Will people please stop trying to make political points off of 9/11, please? In my quest to avoid hypocrisy, I do not hold anyone blameworthy for failing to prevent 9/11. Prior to the infamous date, terrorists hijacking planes and crashing them into buildings was something that might happen. Just as much as an attack on our military and commercial computer systems might happen, or that China might invade Taiwan. In those late 90 and very early 2000 days, any law enforcement agency would have seen an inquest into charges of racial profiling as more likely than an actual terrorist attack on American soil.I did not blame anyone, but trying to pin blame on someone will bias any findings and will prevent the report from actually fixing the mistakes that allowed the event to happen.
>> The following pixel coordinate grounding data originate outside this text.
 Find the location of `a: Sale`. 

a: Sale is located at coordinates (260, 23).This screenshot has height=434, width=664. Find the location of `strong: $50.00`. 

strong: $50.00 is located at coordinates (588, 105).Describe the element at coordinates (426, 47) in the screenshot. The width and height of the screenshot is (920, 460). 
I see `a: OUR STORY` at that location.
Examinations of President Clinton's last national security report show that terrorism was not the top on his administration's list of concerns. So what? It certainly wasn't on mine. Perhaps I am naive, but can people just stop thinking about politics and start getting on with the one thing that the federal government is supposed to do, which is protecting its populace? If mistakes were made, then learn from them, make changes and move on.
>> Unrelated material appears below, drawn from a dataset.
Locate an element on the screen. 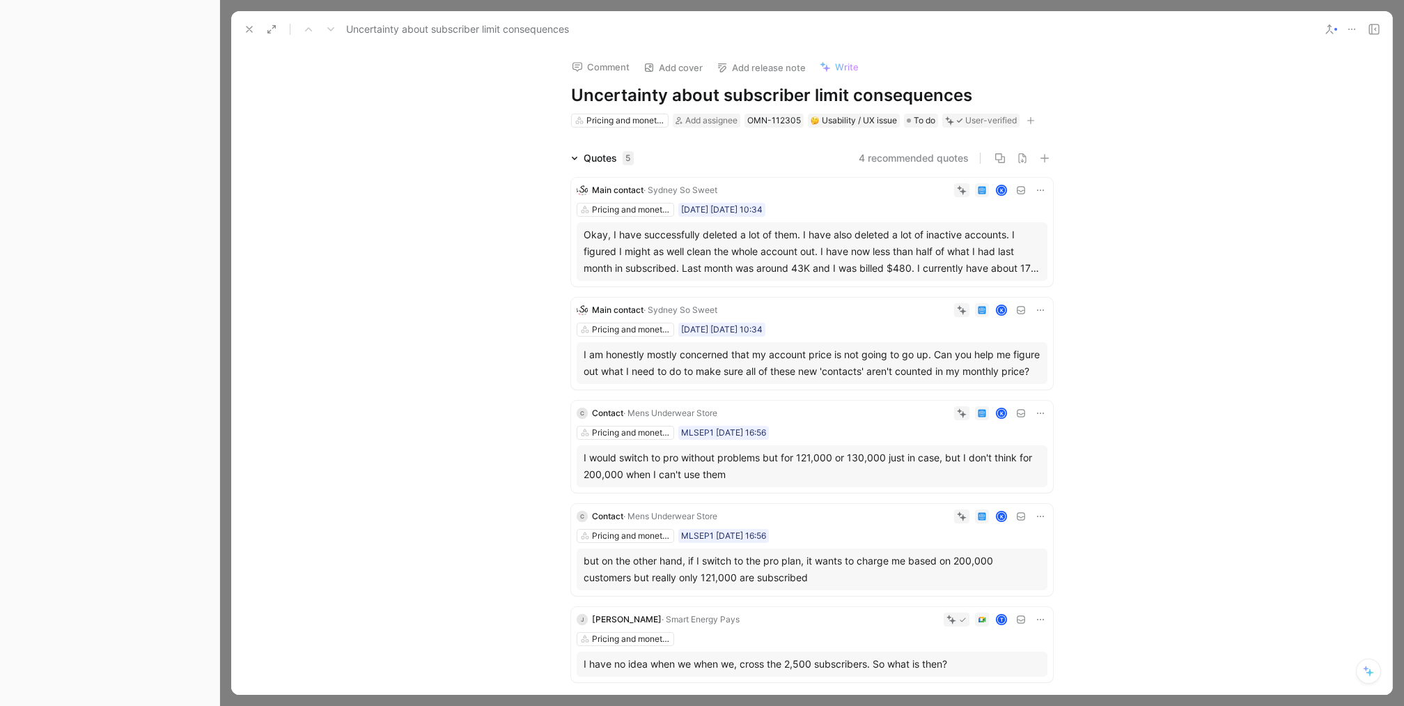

Update: Here is what a White House press release regarding the report cited above and about what the Clinton Administration's priorities were:
The report previews the President's national security agenda for the coming year, including: forging a lasting peace in the Middle East; securing the peace in the Balkans and Northern Ireland; helping Russia strengthen its economy and fight corruption as it heads toward its first democratic transfer of power; furthering arms control through discussions with Russia on the Anti-Ballistic Missile Treaty and deeper reductions in strategic nuclear weapons; implementing China's entry into the WTO and other global institutions while promoting freedom and human rights there; easing tensions between India and Pakistan; building on hopeful developments between Greece and Turkey to make progress in the Aegean, particularly on Cyprus; securing new energy routes from the Caspian Sea that will allow newly independent states in the Caucasus to prosper; supporting democratic transitions from Nigeria to Indonesia; helping Colombia defeat the drug traffickers who threaten its democracy; fighting weapons proliferation, terrorism and the nexus between them; restraining North Korea's and Iran's missile programs; maintaining vigilance against Iraq and working to bring about a change in regime; consolidating reforms to the world's financial architecture as the basis for sustained economic growth; advancing global trade; enacting legislation to promote trade with Africa and the Caribbean; pressing ahead with debt relief for countries fighting poverty and embracing good government; reversing global climate change.
Two things strike me as necessary to say about this: First, it is a tour-de-force in the use of semicolons; and Second, the US had a shitload of stuff on its foreign relations plate. There was a lot to get done, and if non-state sponsored terrorism wasn't on the top of that list, it might be because it still didn't have the urgency that killing 3,000 people can give an issue.